GrannyD who has lived through history we seem to study and about which we speculate has the following to say about the current divisions of the country:
My recent campaign for the U.S. Senate in New Hampshire was a great adventure, and its eventual outcome was fairly well-known even before we began--though we worked hard to win. Would I have decided to run had I known in advance that I would not win? The answer is yes, I would have still done it, for life itself has a predictable outcome, and it is not in our final day that meaning comes to our lives, but in the days spent along our way.
As to the politics of my effort, I will tell you that I am an old Progressive-Populist, and that tradition has crossed both the Republican and Democratic lines, and now the Reform and Green lines, too, but it is considered more of the left, now, than the right.
I understand that many of you hold far different political beliefs, and, rather than bend my remarks to the agreement of all, let me instead help you see inside the thinking of a particular kind of belief system that has been important in America since just after the Civil War, when farmers banded together to fight the railroad, banking and meat packing monopolies by forming their own political party.
That party, the Populist Party, which was largely based in rural America, joined forces with the more urban-based Progressive Party at turn of the 20th Century. The leaders of this powerful new movement, which sprang for the most part out of the town of Madison, Wisconsin, included Robert "Fighting Bob" La Follette, whose seat in the U.S. Senate is now held appropriately by Russ Feingold, a solid reformer whose campaign finance reform bill I walked across America to support. When La Follette raised the Progressive movement to great power in America, leaders like Theodore Roosevelt were quick to see the future and danced quickly in front of that parade.
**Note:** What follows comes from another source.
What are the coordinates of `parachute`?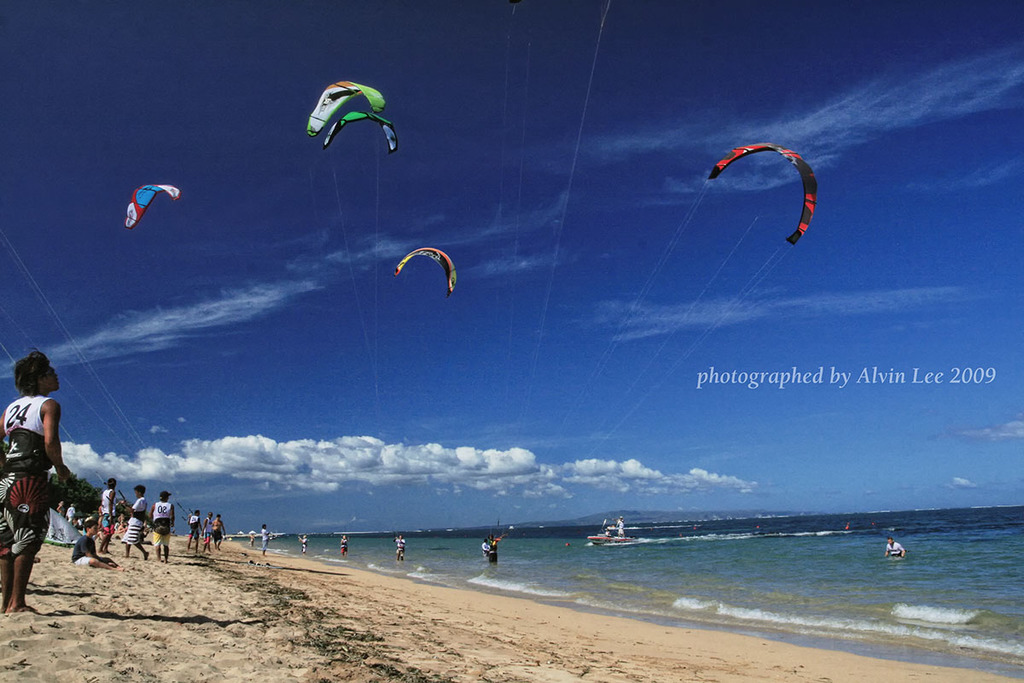
bbox=[129, 180, 307, 543].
Out of that movement we got the monopoly-busting anti-trust laws, which largely came undone in the Reagan Administration, the labor laws which gave America the strongest and most prosperous middle class the world had ever seen—also which came undone in the Reagan Administration, with later help in the Clinton Administration. And from the Progressive-Populist Movement we got environmental clean-up laws, worker safety laws, and the Social Security System, which ended the long era of elder destitution that had been increasingly a fact as industrialization overran the family agrarian roots of our nation.
My father and mother were solid Republicans, and they celebrated and participated in many of these reforms. Most Americans, through most of my lifetime, have seen the federal government as a necessary tool for working Americans to provide for justice and its prosperity.
All those beliefs and accomplishments are now coming undone or are under attack. Social Security will be the next to fall, perhaps, and we see it coming, as America becomes again what it was in the first days of industrialization: a nation of the very rich and the very poor--the exploiters, who own the politicians, and, on the other side, the exploited, whose great power to move history smolders silently, waiting for the oxygen of leadership and political opportunity.
It is interesting to those of us on the left that the American vote no longer breaks down as a division of the exploiter and the exploited. People seem happy to vote for those who do everything possible to export their jobs, give their common wealth to the already too-wealthy, and undermine their social safety net programs, their right to organize, right to privacy, and on and on.